Bill Tanton was one of the lucky few who wrote sports columns back when newspapers still stood tall and so did Baltimore sports teams.
He wrote for a newspaper called The Evening Sun, which no longer exists. He wrote about two local teams that no longer exist, called the Colts and the Bullets, and a team called the Orioles which still exists but brings little of the joy they once evoked.
And now, I see by the newspaper obituary columns that Tanton has left us, too, at 90, after several decades in the newspaper business and a few decades more in the lacrosse world.
He arrived in the newspaper business long before anyone had ever imagined the colossus called a Super Bowl, long before baseball players conceived of a unionized walkout and long before basketball became a global phenomenon.
He wrote about the Orioles during that 20-year stretch when they had the winningest record in all of major league baseball — an era that extended from Brooks and Frank,Boog and Palmer, to Eddie and Flanny and Cal.
He wrote about the Bullets when Wes Unseld and Gus Johnson were soaring above the rim and setting off fast breaks to Earl Monroe, who electrified crowds at the place we used to call the Civic Center.
And he wrote about the championship Colts teams starting when John Unitas was throwing to Raymond Berry and Lenny Moore, and finishing when Bert Jones and Lydell Mitchell and the “Sack Pack” were creating new legends.
Lucky guy, that Tanton.
Lucky to be covering winning teams with colorful characters, lucky to be writing for one of his hometown papers, lucky to have the best job any newspaper could offer — writing a column.
For the uninitiated, there’s a difference between a reporter and a columnist. A reporter says: Here are the facts, given as objectively as I can write them down. A columnist says: Here are the facts — and here’s my opinion about them.
How lucky for Tanton. He got to tell us the facts and his opinion for so many years when things were going so beautifully around here.
He came from a working class background but got himself a first-rate education and made the most of it: St. Paul’s School (where he played three sports), Johns Hopkins University (where he played lacrosse) and then Columbia University for grad school.
That kind of background practically groomed him for a spot at The Evening Sun. And his timing was right, too.
The guy who preceded Tanton as The Evening Sun’s sports editor and columnist was Paul Menton, who seemed to have been there since the invention of linotype. The great line about the self-important Menton was that he wouldn’t talk to anybody below a general manager. This meant he wrote one of the most boring columns in all of America.
Tanton brought fresh air to the column. He understood the games, and he understood the hometown folks who were his readers. He showed up at ballgames, and he wasn’t afraid to ask delicate questions, and his column had immediacy and insight.
Not everybody liked it. One autumn, when he wrote that the Colts looked like a bunch of contented under-achievers, a big offensive lineman slammed him up against a wall to intimidate Tanton.
Bill didn’t write about the incident – but he didn’t let it intimidate him, either. He knew the job had its pitfalls. But he also knew it gave him a front-row seat at the gladdest of happenings.
He got to cover Baltimore sports when the winning was steady and the job of newspaper sports columnist was about as good as life got.
A lucky guy, Bill Tanton.

Michael Olesker’s newest book, “Boogie: Life on A Merry-Go-Round,” will be published this spring. It’s the life story of Baltimore legend Leonard “Boogie” Weinglass, an original “Diner” guy who grew up to create the Merry-Go-Round clothing chain and contribute millions to charity.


Task directions:
Using the material that follows, identify and copy each line with the string "inner".
== Exercise data
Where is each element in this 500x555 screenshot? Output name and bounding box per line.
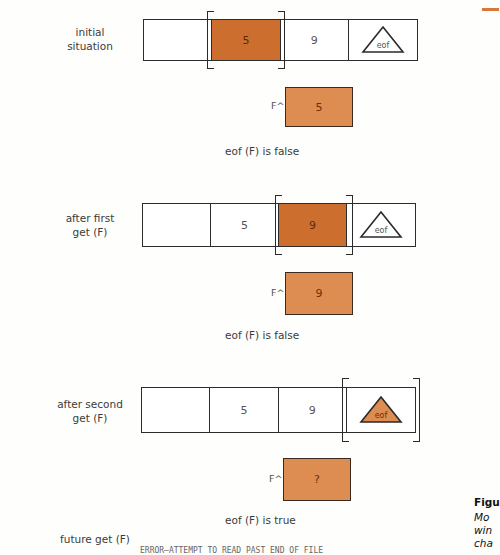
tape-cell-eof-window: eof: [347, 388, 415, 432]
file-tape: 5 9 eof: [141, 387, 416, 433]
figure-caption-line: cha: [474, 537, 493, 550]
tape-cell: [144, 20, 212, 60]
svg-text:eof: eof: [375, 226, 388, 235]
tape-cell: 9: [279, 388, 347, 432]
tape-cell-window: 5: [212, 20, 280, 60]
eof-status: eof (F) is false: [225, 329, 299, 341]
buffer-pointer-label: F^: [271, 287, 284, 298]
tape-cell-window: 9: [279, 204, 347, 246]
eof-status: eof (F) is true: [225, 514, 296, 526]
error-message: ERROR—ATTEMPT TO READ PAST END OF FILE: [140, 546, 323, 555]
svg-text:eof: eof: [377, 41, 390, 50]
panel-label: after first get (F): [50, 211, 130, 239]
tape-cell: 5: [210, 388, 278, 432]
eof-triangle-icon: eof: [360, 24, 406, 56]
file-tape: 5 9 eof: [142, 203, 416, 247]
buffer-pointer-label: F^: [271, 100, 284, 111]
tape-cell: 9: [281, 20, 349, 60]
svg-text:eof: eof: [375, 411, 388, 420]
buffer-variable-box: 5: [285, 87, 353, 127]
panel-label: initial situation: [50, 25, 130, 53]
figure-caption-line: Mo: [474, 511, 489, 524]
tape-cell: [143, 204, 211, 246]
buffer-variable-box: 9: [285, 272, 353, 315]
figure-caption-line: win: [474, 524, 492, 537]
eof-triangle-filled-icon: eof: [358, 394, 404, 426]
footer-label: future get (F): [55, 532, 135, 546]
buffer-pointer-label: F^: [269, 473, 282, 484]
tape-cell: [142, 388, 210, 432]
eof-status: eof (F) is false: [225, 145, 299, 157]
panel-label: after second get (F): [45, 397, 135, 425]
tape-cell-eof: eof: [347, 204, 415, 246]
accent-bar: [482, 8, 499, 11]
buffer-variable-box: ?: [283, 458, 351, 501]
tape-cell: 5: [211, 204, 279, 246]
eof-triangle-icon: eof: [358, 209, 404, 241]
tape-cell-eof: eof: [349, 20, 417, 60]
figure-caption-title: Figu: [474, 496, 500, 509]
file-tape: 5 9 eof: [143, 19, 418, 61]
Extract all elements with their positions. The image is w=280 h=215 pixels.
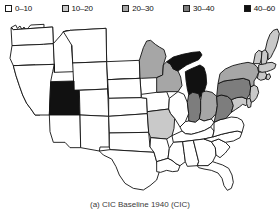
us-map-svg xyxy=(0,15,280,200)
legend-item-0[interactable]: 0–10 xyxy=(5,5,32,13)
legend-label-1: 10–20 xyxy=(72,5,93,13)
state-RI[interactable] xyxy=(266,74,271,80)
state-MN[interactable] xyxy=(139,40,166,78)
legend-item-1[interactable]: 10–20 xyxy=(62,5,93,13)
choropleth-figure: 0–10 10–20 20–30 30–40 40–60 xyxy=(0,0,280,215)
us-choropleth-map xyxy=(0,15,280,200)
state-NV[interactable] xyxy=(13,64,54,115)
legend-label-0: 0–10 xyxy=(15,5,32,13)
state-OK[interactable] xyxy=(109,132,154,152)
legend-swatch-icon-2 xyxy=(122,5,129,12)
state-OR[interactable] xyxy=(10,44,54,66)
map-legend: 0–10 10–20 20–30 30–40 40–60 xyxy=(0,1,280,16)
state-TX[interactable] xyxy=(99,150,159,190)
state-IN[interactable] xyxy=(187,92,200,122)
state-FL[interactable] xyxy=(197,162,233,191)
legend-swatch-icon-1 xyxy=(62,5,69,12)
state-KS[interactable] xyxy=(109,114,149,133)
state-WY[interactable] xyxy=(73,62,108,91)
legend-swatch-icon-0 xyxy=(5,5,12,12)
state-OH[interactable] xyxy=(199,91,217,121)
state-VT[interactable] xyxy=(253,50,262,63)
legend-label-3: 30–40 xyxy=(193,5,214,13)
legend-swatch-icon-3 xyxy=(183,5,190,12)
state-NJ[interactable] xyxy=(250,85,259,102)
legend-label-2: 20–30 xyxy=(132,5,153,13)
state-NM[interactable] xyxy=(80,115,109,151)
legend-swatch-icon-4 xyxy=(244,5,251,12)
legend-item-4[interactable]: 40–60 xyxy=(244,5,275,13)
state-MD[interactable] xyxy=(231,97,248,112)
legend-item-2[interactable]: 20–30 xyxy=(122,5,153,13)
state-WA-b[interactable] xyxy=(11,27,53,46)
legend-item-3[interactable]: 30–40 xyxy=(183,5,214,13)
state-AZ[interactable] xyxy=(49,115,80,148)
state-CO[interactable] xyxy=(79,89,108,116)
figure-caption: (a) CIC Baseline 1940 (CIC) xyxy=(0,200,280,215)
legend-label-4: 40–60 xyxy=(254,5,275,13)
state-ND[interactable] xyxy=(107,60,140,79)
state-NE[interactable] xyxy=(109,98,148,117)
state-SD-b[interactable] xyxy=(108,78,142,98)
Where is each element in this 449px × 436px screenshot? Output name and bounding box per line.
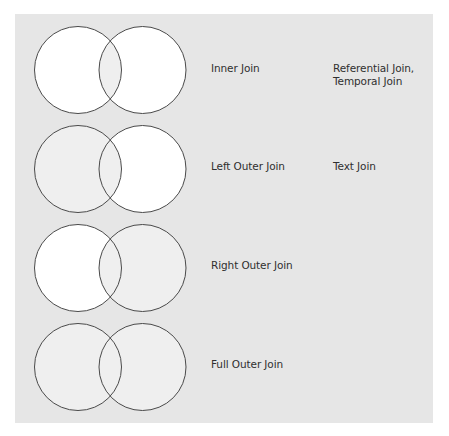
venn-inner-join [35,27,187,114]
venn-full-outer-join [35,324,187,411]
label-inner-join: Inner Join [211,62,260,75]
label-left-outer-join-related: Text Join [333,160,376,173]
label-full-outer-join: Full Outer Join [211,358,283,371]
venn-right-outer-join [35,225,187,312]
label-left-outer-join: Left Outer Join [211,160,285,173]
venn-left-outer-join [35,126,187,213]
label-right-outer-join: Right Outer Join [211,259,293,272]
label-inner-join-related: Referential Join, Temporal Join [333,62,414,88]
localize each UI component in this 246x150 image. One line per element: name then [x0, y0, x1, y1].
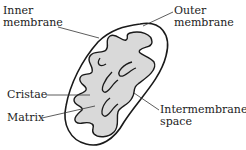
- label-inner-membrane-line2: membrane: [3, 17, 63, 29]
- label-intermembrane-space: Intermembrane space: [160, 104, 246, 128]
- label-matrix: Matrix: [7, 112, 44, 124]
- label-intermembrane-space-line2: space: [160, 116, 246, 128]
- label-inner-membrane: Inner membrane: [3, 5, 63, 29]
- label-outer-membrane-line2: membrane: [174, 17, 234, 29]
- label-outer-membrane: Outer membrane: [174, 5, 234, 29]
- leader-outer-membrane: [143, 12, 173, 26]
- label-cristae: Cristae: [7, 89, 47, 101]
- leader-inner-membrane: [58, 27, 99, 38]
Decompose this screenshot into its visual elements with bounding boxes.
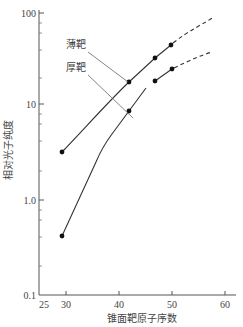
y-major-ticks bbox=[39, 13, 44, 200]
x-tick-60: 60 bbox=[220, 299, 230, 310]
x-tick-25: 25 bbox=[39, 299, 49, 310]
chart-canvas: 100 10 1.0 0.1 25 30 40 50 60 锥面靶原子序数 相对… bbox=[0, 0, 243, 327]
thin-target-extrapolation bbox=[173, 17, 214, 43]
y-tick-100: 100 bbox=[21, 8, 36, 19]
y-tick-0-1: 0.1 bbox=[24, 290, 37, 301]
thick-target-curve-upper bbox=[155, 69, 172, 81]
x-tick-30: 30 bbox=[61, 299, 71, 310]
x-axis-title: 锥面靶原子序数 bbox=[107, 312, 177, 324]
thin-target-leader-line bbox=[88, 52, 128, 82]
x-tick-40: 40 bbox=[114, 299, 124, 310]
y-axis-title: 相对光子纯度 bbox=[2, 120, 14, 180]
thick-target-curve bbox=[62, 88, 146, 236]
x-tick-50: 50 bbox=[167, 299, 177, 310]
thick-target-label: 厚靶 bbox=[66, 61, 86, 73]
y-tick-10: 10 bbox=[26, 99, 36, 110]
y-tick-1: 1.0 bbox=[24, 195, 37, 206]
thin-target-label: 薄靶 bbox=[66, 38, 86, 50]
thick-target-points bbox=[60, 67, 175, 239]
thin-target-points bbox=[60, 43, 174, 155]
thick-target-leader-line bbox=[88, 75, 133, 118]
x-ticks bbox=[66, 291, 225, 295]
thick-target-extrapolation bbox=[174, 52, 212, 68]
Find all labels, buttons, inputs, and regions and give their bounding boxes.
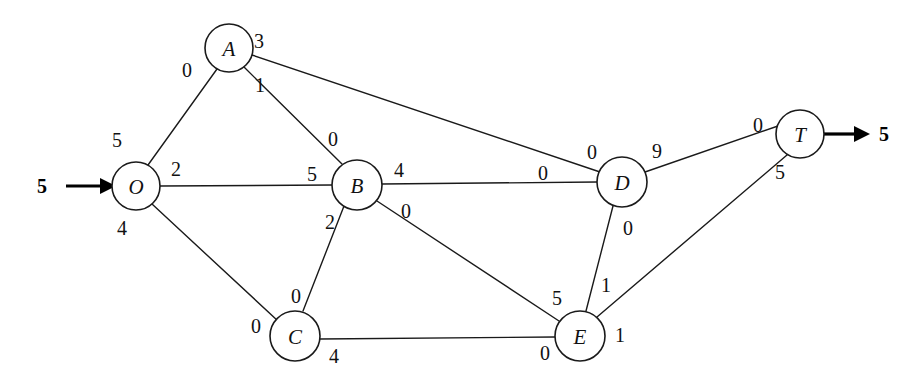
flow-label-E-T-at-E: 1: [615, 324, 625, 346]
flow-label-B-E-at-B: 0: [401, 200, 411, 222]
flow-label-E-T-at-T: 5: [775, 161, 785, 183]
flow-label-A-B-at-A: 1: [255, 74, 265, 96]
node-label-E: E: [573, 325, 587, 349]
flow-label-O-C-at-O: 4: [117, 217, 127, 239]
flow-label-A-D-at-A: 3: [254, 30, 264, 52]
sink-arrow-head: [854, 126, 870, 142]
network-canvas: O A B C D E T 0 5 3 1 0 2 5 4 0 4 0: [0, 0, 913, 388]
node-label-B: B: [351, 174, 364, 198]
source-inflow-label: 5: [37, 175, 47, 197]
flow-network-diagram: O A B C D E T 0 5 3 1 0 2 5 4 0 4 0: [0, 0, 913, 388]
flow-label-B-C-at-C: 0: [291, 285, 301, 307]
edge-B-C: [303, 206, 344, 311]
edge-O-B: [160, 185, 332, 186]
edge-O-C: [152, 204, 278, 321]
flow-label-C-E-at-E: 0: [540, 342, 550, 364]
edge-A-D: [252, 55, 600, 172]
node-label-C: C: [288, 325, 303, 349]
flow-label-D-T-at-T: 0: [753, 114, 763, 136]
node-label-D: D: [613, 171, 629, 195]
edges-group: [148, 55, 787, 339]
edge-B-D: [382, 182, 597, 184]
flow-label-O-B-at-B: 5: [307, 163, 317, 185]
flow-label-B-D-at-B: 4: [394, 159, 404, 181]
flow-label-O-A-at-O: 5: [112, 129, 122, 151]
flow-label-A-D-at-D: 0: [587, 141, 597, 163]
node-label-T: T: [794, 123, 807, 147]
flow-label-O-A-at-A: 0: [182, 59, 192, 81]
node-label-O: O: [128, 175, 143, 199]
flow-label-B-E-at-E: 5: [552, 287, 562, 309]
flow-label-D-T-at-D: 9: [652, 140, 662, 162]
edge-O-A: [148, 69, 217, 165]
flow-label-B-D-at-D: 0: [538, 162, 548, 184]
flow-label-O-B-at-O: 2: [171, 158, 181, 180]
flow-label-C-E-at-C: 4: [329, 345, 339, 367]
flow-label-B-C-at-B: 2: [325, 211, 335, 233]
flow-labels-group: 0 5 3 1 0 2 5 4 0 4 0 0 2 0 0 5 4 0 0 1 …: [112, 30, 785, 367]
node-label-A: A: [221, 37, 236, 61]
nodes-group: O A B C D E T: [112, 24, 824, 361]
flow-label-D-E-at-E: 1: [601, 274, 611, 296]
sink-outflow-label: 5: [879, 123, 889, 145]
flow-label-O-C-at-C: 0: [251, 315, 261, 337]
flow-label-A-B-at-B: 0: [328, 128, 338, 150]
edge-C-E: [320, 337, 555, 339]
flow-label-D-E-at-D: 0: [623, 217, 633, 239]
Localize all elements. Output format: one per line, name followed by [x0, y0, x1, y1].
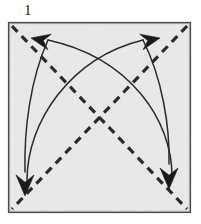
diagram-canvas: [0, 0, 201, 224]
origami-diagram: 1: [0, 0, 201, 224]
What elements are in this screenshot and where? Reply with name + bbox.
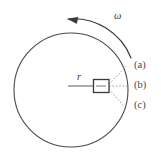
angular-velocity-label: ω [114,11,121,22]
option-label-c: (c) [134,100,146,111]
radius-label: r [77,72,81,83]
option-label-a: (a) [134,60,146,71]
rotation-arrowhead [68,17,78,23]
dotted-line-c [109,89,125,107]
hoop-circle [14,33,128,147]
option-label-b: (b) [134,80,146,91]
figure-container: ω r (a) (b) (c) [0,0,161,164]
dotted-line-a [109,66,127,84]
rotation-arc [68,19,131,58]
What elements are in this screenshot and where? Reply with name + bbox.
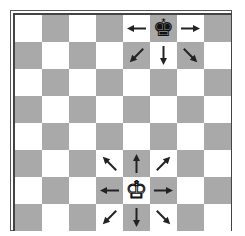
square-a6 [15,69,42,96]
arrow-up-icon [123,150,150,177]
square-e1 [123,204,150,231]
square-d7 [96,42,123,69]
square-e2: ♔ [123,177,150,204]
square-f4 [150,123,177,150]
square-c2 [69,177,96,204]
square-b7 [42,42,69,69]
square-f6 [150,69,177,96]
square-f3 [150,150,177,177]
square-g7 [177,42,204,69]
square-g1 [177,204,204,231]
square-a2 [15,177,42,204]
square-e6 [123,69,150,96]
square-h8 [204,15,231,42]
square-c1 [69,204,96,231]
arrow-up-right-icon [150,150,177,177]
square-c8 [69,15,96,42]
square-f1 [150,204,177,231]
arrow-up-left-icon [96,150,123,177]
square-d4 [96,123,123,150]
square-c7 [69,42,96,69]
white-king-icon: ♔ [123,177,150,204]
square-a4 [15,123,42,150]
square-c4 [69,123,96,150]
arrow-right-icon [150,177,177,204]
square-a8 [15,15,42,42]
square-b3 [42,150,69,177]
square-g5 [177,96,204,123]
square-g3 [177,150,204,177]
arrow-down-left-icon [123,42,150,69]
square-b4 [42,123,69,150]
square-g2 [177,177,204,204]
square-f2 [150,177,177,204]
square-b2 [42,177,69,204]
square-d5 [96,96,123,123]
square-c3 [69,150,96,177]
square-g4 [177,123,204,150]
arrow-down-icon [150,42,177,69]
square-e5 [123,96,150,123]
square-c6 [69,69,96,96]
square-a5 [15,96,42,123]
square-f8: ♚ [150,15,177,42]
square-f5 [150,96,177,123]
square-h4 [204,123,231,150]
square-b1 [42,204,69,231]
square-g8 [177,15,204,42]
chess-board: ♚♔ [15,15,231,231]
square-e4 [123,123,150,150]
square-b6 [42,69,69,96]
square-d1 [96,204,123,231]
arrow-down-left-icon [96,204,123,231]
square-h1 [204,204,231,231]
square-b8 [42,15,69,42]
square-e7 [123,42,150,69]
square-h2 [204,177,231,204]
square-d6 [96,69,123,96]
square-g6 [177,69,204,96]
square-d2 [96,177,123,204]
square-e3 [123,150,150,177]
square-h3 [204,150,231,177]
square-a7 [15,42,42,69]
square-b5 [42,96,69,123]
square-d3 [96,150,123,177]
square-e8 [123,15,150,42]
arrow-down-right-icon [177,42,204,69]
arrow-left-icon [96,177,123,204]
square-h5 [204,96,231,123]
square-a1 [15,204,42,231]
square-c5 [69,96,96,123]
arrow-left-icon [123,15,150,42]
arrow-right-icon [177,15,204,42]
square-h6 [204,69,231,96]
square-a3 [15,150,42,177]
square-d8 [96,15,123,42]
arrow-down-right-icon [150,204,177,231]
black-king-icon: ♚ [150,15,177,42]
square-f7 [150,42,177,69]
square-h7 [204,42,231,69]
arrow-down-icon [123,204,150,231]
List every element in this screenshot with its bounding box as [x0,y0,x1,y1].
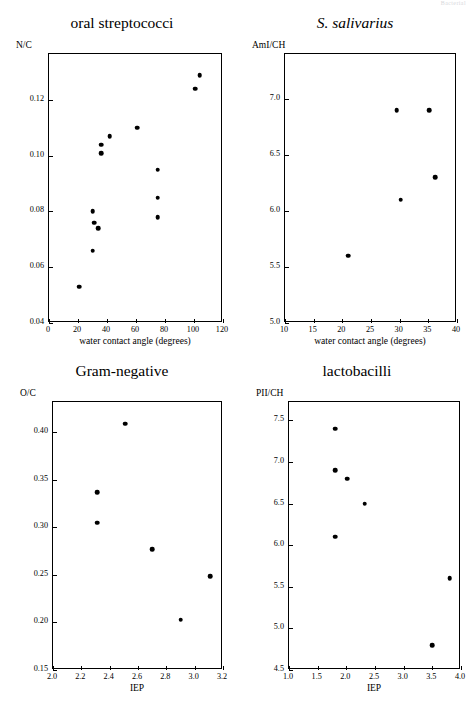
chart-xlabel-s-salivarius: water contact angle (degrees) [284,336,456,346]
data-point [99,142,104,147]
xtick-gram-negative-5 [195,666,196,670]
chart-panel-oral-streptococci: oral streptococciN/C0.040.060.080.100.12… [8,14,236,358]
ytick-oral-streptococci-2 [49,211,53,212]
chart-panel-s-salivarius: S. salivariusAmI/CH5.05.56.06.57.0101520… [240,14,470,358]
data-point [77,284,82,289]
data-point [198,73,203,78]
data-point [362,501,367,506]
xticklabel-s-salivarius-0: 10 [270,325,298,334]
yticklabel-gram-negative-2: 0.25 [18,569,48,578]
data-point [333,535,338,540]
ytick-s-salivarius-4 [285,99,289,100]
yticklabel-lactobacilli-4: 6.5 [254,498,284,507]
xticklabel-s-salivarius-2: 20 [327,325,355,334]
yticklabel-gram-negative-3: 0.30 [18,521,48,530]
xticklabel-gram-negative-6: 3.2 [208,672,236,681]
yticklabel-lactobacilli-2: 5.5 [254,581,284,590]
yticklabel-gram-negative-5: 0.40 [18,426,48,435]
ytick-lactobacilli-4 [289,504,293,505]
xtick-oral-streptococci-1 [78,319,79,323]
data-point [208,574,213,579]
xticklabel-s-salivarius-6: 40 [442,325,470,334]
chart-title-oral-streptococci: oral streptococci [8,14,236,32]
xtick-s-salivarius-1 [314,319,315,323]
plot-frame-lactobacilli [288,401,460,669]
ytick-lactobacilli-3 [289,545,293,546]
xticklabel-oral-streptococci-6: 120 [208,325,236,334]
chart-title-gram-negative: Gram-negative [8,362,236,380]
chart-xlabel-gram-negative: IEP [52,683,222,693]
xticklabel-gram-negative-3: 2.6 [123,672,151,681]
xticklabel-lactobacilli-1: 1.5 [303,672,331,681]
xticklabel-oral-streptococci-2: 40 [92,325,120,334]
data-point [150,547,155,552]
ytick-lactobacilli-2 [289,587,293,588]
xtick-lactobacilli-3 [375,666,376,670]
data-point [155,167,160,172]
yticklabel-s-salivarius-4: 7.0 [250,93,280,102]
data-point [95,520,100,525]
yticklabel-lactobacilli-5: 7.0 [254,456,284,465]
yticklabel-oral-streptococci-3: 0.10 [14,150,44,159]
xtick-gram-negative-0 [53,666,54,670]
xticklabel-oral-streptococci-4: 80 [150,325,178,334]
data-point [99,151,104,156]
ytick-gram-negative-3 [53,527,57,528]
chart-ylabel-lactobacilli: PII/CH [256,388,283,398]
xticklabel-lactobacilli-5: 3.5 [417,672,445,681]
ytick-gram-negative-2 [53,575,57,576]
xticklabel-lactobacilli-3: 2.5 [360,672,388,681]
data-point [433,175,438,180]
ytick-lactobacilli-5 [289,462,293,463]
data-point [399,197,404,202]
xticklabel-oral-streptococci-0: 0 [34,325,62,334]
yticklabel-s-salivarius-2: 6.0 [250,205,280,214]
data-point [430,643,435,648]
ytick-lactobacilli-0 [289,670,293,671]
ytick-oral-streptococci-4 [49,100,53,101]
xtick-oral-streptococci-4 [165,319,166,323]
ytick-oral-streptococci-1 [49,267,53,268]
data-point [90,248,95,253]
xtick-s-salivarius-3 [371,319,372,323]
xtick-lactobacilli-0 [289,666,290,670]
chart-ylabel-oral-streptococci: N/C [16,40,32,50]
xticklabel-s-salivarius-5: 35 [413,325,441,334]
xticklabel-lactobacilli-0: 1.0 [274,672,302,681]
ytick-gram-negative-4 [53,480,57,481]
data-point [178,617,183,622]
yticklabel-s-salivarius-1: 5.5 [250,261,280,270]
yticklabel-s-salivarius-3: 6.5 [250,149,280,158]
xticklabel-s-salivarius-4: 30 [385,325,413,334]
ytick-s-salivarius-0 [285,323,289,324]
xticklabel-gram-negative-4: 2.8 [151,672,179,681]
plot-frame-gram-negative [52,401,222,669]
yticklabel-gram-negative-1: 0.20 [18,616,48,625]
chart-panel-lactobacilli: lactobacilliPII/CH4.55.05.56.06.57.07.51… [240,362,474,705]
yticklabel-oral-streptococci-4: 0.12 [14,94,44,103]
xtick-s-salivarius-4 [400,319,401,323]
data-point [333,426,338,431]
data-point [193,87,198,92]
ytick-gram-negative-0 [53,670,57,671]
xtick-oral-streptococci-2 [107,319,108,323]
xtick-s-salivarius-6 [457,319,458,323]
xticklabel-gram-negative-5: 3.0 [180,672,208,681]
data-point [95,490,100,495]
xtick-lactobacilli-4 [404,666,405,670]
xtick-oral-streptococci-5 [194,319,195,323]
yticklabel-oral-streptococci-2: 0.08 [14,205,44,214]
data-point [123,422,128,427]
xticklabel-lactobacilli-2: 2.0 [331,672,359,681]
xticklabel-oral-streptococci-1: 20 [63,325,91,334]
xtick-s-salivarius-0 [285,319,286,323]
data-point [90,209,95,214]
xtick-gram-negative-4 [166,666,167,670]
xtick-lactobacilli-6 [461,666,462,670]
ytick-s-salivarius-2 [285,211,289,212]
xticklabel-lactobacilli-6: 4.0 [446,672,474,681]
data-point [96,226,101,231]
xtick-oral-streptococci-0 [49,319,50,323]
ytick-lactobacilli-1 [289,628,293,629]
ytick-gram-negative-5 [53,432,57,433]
====
Reply to the exercise:
venn-inner-join [35,27,187,114]
label-inner-join: Inner Join [211,62,260,75]
label-inner-join-related: Referential Join, Temporal Join [333,62,414,88]
- label-inner-membrane-line2: membrane: [3, 17, 63, 29]
- label-inner-membrane: Inner membrane: [3, 5, 63, 29]
- leader-inner-membrane: [58, 27, 99, 38]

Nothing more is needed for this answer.